*** Block opens ***
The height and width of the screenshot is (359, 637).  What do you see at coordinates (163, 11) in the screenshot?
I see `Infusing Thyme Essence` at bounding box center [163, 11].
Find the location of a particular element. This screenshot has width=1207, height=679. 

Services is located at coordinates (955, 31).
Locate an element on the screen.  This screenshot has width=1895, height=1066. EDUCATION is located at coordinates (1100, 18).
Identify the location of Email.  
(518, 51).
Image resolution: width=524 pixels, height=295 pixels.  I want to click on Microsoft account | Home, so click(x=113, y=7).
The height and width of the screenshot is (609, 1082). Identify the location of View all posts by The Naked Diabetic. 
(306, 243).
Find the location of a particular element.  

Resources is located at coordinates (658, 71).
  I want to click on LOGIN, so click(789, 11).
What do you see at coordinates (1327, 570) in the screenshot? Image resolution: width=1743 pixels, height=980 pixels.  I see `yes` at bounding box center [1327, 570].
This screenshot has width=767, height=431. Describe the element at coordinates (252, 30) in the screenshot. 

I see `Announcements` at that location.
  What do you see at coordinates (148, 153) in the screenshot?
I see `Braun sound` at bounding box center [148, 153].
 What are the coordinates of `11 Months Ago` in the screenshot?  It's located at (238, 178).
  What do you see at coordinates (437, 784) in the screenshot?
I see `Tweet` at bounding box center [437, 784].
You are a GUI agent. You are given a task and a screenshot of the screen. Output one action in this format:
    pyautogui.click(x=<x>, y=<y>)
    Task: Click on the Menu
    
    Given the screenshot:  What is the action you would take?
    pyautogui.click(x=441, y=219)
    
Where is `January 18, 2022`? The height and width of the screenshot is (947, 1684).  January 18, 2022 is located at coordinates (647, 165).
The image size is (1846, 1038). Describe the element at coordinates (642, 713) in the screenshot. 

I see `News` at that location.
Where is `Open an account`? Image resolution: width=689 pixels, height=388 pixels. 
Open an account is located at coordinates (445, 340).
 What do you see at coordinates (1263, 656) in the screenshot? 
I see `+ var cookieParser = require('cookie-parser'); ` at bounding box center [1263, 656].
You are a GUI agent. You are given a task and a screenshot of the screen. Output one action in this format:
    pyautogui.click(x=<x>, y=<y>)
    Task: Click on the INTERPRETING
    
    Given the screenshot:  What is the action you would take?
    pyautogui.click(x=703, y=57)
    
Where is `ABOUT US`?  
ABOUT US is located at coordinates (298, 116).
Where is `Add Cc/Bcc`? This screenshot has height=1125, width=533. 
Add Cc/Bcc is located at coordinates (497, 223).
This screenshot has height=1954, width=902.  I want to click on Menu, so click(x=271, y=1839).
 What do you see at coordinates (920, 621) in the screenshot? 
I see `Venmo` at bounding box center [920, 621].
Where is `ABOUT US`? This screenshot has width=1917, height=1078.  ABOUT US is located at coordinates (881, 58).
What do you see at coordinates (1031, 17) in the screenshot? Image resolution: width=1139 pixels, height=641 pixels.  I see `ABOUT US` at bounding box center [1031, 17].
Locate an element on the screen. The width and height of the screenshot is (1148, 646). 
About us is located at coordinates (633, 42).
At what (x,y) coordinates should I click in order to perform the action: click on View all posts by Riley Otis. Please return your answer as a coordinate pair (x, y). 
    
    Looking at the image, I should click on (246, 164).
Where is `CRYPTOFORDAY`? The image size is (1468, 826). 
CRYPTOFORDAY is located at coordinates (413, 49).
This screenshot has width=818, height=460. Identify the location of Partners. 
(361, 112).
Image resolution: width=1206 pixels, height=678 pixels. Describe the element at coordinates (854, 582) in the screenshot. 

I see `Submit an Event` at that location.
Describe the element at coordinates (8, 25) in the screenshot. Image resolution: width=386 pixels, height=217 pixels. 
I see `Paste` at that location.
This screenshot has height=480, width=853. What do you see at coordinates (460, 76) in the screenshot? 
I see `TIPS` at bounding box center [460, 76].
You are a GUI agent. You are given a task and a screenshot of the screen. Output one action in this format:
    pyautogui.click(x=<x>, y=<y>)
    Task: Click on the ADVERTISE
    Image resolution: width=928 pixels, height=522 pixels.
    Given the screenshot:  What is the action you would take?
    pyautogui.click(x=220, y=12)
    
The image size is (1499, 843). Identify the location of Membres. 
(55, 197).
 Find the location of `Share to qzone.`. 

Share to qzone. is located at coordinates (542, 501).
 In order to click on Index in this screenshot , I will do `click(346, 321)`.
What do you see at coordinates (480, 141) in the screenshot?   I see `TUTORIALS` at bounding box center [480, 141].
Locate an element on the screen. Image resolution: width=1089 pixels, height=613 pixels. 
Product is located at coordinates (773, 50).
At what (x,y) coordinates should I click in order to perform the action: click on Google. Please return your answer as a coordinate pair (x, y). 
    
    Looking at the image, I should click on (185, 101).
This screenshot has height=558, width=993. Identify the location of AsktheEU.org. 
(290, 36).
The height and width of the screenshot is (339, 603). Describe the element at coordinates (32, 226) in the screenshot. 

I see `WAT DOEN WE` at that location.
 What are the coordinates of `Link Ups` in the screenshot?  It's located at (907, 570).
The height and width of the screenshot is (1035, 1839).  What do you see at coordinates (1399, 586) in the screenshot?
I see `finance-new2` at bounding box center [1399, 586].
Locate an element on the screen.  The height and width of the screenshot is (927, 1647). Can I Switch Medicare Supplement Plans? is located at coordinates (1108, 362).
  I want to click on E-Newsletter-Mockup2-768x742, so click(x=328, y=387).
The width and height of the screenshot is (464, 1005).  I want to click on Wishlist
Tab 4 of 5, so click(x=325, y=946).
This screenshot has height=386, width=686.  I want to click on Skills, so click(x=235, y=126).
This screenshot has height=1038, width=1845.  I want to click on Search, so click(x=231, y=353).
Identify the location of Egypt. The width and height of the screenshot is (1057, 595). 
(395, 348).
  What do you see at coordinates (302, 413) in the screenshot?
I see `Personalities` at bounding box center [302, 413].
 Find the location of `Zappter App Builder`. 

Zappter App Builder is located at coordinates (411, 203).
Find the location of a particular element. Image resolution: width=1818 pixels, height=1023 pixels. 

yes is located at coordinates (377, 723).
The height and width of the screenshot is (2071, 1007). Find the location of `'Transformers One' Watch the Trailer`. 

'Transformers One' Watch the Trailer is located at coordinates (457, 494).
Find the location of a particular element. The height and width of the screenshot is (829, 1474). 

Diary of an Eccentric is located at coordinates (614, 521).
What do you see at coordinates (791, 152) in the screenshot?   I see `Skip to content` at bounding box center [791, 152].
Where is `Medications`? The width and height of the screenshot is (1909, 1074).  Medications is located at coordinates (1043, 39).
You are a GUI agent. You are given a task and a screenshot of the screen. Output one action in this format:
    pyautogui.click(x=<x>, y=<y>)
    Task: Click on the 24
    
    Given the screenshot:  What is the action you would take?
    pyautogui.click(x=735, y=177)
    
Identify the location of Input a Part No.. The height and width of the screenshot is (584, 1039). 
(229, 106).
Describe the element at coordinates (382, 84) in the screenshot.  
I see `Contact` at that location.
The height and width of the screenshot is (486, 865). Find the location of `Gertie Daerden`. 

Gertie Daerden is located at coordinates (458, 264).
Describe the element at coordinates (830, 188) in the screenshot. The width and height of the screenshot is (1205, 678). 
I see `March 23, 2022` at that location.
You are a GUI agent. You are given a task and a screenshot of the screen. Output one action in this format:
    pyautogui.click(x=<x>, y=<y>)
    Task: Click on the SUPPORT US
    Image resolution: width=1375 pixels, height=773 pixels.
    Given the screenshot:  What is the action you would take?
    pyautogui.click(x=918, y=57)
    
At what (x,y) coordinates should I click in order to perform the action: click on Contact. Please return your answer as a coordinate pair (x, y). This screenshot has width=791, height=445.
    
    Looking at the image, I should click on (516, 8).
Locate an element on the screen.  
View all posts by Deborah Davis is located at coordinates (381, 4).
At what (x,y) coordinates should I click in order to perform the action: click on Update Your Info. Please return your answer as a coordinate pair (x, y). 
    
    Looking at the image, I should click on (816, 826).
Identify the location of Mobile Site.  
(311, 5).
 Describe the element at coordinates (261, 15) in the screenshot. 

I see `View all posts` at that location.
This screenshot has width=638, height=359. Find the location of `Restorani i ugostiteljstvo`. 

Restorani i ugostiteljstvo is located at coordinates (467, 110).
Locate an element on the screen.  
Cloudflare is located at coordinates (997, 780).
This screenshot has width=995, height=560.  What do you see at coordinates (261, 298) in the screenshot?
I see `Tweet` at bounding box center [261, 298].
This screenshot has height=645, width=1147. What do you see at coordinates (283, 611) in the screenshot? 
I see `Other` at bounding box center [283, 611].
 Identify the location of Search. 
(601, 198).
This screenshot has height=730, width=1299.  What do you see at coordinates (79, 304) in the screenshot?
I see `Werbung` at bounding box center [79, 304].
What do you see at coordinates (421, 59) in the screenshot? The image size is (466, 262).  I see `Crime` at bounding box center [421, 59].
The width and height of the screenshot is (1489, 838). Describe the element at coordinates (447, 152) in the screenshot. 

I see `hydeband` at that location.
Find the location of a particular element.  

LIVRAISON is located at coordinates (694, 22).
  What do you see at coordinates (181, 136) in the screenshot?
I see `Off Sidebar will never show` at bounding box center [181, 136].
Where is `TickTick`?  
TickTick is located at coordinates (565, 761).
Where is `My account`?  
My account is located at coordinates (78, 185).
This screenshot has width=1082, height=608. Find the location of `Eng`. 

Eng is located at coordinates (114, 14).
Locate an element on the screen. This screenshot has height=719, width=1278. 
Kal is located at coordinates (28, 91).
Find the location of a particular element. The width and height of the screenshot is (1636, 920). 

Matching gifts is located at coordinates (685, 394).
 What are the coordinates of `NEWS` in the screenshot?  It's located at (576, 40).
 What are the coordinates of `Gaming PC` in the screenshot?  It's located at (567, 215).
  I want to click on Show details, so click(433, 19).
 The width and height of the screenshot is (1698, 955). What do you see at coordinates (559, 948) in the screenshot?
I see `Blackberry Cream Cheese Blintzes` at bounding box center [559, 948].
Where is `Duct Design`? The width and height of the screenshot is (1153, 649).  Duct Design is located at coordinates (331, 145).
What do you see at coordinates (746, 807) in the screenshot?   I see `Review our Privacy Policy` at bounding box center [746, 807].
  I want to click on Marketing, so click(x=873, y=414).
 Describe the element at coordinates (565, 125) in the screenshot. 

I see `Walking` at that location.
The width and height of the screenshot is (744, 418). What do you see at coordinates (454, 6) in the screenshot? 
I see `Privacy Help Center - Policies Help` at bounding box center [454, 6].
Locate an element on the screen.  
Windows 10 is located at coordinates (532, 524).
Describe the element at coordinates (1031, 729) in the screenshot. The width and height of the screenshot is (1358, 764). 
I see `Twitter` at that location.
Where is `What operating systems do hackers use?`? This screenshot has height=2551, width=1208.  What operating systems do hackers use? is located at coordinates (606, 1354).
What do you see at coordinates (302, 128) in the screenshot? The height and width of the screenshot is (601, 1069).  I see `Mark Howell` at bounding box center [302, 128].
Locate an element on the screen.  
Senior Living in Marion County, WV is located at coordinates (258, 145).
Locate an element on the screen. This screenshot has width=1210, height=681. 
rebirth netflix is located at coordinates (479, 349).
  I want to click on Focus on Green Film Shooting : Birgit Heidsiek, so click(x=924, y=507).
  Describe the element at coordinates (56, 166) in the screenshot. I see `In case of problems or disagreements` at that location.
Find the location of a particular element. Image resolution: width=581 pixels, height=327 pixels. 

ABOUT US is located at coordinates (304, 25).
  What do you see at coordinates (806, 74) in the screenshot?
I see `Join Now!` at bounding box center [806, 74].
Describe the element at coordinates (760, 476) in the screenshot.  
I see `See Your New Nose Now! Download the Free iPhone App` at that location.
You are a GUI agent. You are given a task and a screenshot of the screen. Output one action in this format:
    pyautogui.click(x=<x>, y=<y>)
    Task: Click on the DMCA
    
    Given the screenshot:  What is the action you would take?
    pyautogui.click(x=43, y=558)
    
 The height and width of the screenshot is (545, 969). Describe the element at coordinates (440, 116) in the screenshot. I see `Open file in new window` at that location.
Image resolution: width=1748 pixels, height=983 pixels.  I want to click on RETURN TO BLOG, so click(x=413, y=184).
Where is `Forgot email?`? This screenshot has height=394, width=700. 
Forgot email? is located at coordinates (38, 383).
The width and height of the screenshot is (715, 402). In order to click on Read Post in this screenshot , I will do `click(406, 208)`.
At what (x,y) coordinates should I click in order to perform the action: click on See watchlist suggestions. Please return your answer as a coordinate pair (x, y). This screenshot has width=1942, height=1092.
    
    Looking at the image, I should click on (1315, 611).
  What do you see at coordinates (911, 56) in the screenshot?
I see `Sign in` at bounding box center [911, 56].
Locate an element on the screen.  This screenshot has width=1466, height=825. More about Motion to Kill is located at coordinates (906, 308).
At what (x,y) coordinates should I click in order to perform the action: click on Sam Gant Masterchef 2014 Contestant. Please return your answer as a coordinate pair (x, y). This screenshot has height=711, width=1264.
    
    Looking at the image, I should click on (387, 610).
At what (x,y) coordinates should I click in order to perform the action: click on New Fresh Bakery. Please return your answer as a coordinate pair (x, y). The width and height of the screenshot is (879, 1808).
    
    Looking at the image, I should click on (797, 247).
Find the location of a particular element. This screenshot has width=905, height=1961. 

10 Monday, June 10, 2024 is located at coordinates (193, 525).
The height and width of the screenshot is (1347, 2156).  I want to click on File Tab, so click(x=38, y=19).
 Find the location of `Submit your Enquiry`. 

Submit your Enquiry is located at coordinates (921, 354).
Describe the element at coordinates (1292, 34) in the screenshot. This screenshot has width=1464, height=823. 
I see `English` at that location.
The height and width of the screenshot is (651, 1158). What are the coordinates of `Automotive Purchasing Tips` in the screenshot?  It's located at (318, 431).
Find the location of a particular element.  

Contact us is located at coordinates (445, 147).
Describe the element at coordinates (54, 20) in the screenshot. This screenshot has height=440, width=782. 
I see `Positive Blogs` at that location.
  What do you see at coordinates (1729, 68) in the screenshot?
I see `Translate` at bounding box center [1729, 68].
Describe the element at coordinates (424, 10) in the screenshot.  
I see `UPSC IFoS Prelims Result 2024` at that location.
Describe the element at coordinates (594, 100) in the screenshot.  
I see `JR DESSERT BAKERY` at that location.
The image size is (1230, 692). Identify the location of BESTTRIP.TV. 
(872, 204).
*** Block closes ***
Final part of the records: return the line that contains "Describe the element at coordinates (1292, 34)" and every line after it, exactly, with no other lines added.

◆ **TASK SOLUTION**
Describe the element at coordinates (1292, 34) in the screenshot. This screenshot has width=1464, height=823. 
I see `English` at that location.
The height and width of the screenshot is (651, 1158). What are the coordinates of `Automotive Purchasing Tips` in the screenshot?  It's located at (318, 431).
Find the location of a particular element.  

Contact us is located at coordinates (445, 147).
Describe the element at coordinates (54, 20) in the screenshot. This screenshot has height=440, width=782. 
I see `Positive Blogs` at that location.
  What do you see at coordinates (1729, 68) in the screenshot?
I see `Translate` at bounding box center [1729, 68].
Describe the element at coordinates (424, 10) in the screenshot.  
I see `UPSC IFoS Prelims Result 2024` at that location.
Describe the element at coordinates (594, 100) in the screenshot.  
I see `JR DESSERT BAKERY` at that location.
The image size is (1230, 692). Identify the location of BESTTRIP.TV. 
(872, 204).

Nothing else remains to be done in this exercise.